“Hey, Mom.”
“Phoebe. What are you doing here?”
“I was hoping we could talk,” I say, casually taking a seat in one of the chairs in front of her desk. “This whole inheritance nonsense. You need to stop.”
“I will if you do as you’re told,” my mother calmly replies, leaning back in her chair.
“You mean if I drop the weight and beg Matthew to take me back.”
“Yes and end your ludicrous liaisons with those three men.”
“Those three men have names. Theo, Dominic, and August. The men who more or less saved me.”
She laughs. “Oh, please, they’re just using you, Phoebe. It’s ridiculous that you still don’t see it. That whole debacle at the Perle Noire should’ve convinced you.”
“That was a setup. Georgina planned it,” I calmly reply. “We have proof.”
“Nonsense. You belong here with us. Not out there, doing whatever it is you’re doing with three men. You’ve brought nothing but shame and embarrassment to this family,” Mom insists, her tone sharper and heavier with every word that comes out. “You’re unstable. Unreliable. Matthew couldn’t get through to you, either. I’m just trying to protect our family name and your father’s company.”
I shake my head. “Can we be honest with each other, Mom? For once?”
“I don’t understand.”
“You’re not stripping me of my inheritance and my company shares because you care about the Baldwin name or Daddy’s company. If you cared about his company, you would’ve let me run the finance department, like I was supposed to. My whole education was built on the prospect of assuming that role. I have a master’s from Columbia University precisely for it. None of my financial predictions have erred so far.”
Mom scoffs and slaps her laptop shut. “You don’t belong anywhere near our finance department until you prove that you can be trusted.”
“You’re still lying to me. Gaslighting me. Aren’t you tired?”
“Excuse me?”
“This whole act. Doesn’t it wear you out? I was a model student. I was top of my class from middle school through my graduate studies. Magna cum laude. I was a hard-working student. Hell, I even upgraded the marketing department, even though it wasn’t where I belonged. You keep dragging my personal life into this conversation because you have nothing else to hold over my head. Even now, you sit in that chair and lie to my face, Mom. To me. Your daughter.”
“My daughter would never elope with three men to?—”
“Enough with that crap, too,” I snap. “Like you were a saint yourself. Or Crystal. You both look down on me. Always have. Nothing I did was ever good enough. When I was little, I was too skinny, wasn’t eating enough. You wouldn’t let me get up from the table until I finished my entire plate. Dad would try to intervene, but you’d keep me in my seat. Then after he died?—”
“Don’t bring your father into this!”
I raise a hand to silence her. “I have to. Because after he died, you and Crystal pretended like I didn’t exist anymore. I ate more just so you’d notice, so you’d see that I could be a good girl and do as I was told.” I pause as tears prick my eyes. “For as long as I can remember, I’ve gone out of my way to please you, to try and make you love me. But what did you do?”
“I did my duty as a mother,” she replies.
I scoff loudly. “Yeah, right. When Matthew humiliated me in public, you sided with him. Crystal sided with him. Not once did I hear either of you say, ‘Hey, Phoebe. I’m sorry Matthew did that, you deserve better.’”
“You don’t deserve better, not with the recent choices you’ve made,” my mother replies, pressing her lips into a thin line.
My blood boils as my heart breaks all over again. I know there’s a kind woman in there, somewhere beneath the cruelty, the judgment, the layers of makeup, filler, and expensive fabrics.
“No matter what I do, it’ll never be good enough for you,” I conclude with a trembling voice. “There’s no amount of bending over backwards, of settling for less, of working myself into an early grave, even, for you to ever give me the same consideration you so gleefully give to Crystal.”
“I’m sorry you feel this way,” Mom replies. “It was never my intention. But as a mother and a Baldwin, I need to look out for the family’s best interests, first and foremost. It’s not just you, Phoebe. We’re all in this together, and when one of us pulls while the others push, well, there’s chaos. What you’ve been doing lately will surely throw us all off the cliff, unless I take executive action.”
“By depriving me of my inheritance.”
“By making sure your decisions don’t impact the family or the business in a negative fashion.” Her tone softens minutely. “You should try being selfless for once, darling. Crystal got the hang of it early on, which is why she’s an integral part of the company and part of our plans moving forward. It’s not her figure that placed her above you, Phoebe. It’s her devotion.”
“Her blind obedience, you mean,” I retort. “You know what? This was a waste of time. I shouldn’t have come here.”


Activity — No picture belongs in the answer, which must hold exactly the lines from the one with "What elements are" through the final line below.

Input —
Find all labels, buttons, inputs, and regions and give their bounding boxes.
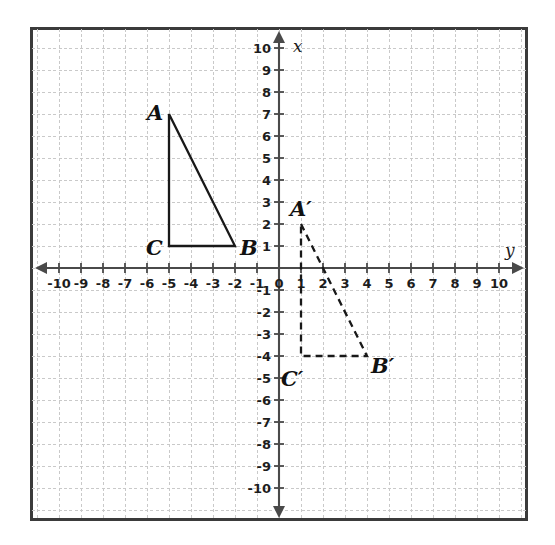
y-axis-tick-label: -9 xyxy=(257,459,271,474)
x-axis-tick-label: 0 xyxy=(274,276,283,291)
y-axis-tick-label: -5 xyxy=(257,371,271,386)
x-axis-tick-label: 9 xyxy=(472,276,481,291)
y-axis-tick-label: 10 xyxy=(253,41,271,56)
x-axis-tick-label: -4 xyxy=(184,276,198,291)
x-axis-tick-label: -8 xyxy=(96,276,110,291)
y-axis-tick-label: 6 xyxy=(262,129,271,144)
x-axis-tick-label: 7 xyxy=(428,276,437,291)
y-axis-tick-label: 3 xyxy=(262,195,271,210)
x-axis-tick-label: -2 xyxy=(228,276,242,291)
y-axis-tick-label: 5 xyxy=(262,151,271,166)
x-axis-tick-label: -5 xyxy=(162,276,176,291)
vertex-label-a-prime: A′ xyxy=(288,196,312,221)
y-axis-tick-label: -4 xyxy=(257,349,271,364)
x-axis-tick-label: 2 xyxy=(318,276,327,291)
coordinate-plane-figure: -10-9-8-7-6-5-4-3-2-10123456789101098765… xyxy=(0,0,555,545)
y-axis-tick-label: 9 xyxy=(262,63,271,78)
x-axis-tick-label: 6 xyxy=(406,276,415,291)
y-axis-tick-label: -3 xyxy=(257,327,271,342)
y-axis-tick-label: 7 xyxy=(262,107,271,122)
x-axis-tick-label: -10 xyxy=(47,276,71,291)
x-axis-tick-label: 4 xyxy=(362,276,371,291)
x-axis-tick-label: 8 xyxy=(450,276,459,291)
y-axis-tick-label: -10 xyxy=(248,481,272,496)
x-axis-name-label: x xyxy=(293,36,303,56)
y-axis-tick-label: 2 xyxy=(262,217,271,232)
x-axis-tick-label: -6 xyxy=(140,276,154,291)
coordinate-plane-svg: -10-9-8-7-6-5-4-3-2-10123456789101098765… xyxy=(0,0,555,545)
vertex-label-c: C xyxy=(146,235,163,260)
vertex-label-a: A xyxy=(145,100,163,125)
y-axis-tick-label: -1 xyxy=(257,283,271,298)
vertex-label-b-prime: B′ xyxy=(370,353,395,378)
y-axis-tick-label: 8 xyxy=(262,85,271,100)
x-axis-tick-label: 3 xyxy=(340,276,349,291)
y-axis-name-label: y xyxy=(504,240,515,260)
vertex-label-c-prime: C′ xyxy=(281,366,304,391)
x-axis-tick-label: -7 xyxy=(118,276,132,291)
x-axis-tick-label: -9 xyxy=(74,276,88,291)
vertex-label-b: B xyxy=(239,235,258,260)
y-axis-tick-label: -7 xyxy=(257,415,271,430)
y-axis-tick-label: -8 xyxy=(257,437,271,452)
y-axis-tick-label: 4 xyxy=(262,173,271,188)
x-axis-tick-label: 10 xyxy=(490,276,508,291)
x-axis-tick-label: -3 xyxy=(206,276,220,291)
y-axis-tick-label: -6 xyxy=(257,393,271,408)
y-axis-tick-label: 1 xyxy=(262,239,271,254)
y-axis-tick-label: -2 xyxy=(257,305,271,320)
x-axis-tick-label: 5 xyxy=(384,276,393,291)
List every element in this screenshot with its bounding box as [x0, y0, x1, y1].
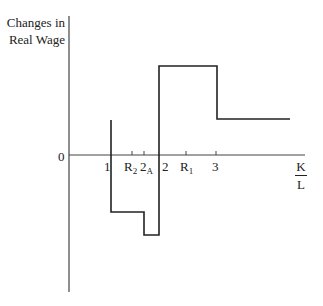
- x-label-numerator: K: [295, 160, 307, 173]
- fraction-bar: [295, 175, 307, 176]
- chart-canvas: [0, 0, 323, 306]
- real-wage-step-line: [111, 66, 290, 235]
- tick-label-2A: 2A: [140, 160, 153, 178]
- tick-label-2: 2: [162, 160, 169, 173]
- x-axis-label-KL: K L: [295, 160, 307, 191]
- tick-label-3: 3: [212, 160, 219, 173]
- origin-zero-label: 0: [58, 150, 65, 163]
- tick-label-R2: R2: [124, 160, 137, 178]
- x-label-denominator: L: [295, 178, 307, 191]
- tick-label-R1: R1: [180, 160, 193, 178]
- tick-label-1: 1: [104, 160, 111, 173]
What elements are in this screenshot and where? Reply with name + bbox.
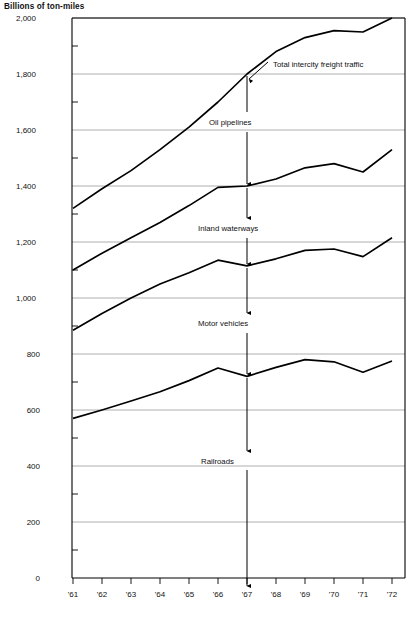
chart-container: Billions of ton-miles 2,000 1,800 1,600 …: [0, 0, 419, 617]
gridlines-major: [72, 18, 405, 522]
series-line-inland: [73, 238, 392, 330]
series-line-total: [73, 18, 392, 208]
plot-area: [0, 0, 419, 617]
footnote-cropped: [4, 610, 414, 617]
series-line-motor: [73, 360, 392, 419]
x-ticks: [73, 578, 392, 584]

Final answer —
What elements are in this screenshot and where? Reply with name + bbox.
chart-container: Billions of ton-miles 2,000 1,800 1,600 …: [0, 0, 419, 617]
gridlines-major: [72, 18, 405, 522]
series-line-inland: [73, 238, 392, 330]
series-line-total: [73, 18, 392, 208]
plot-area: [0, 0, 419, 617]
footnote-cropped: [4, 610, 414, 617]
series-line-motor: [73, 360, 392, 419]
x-ticks: [73, 578, 392, 584]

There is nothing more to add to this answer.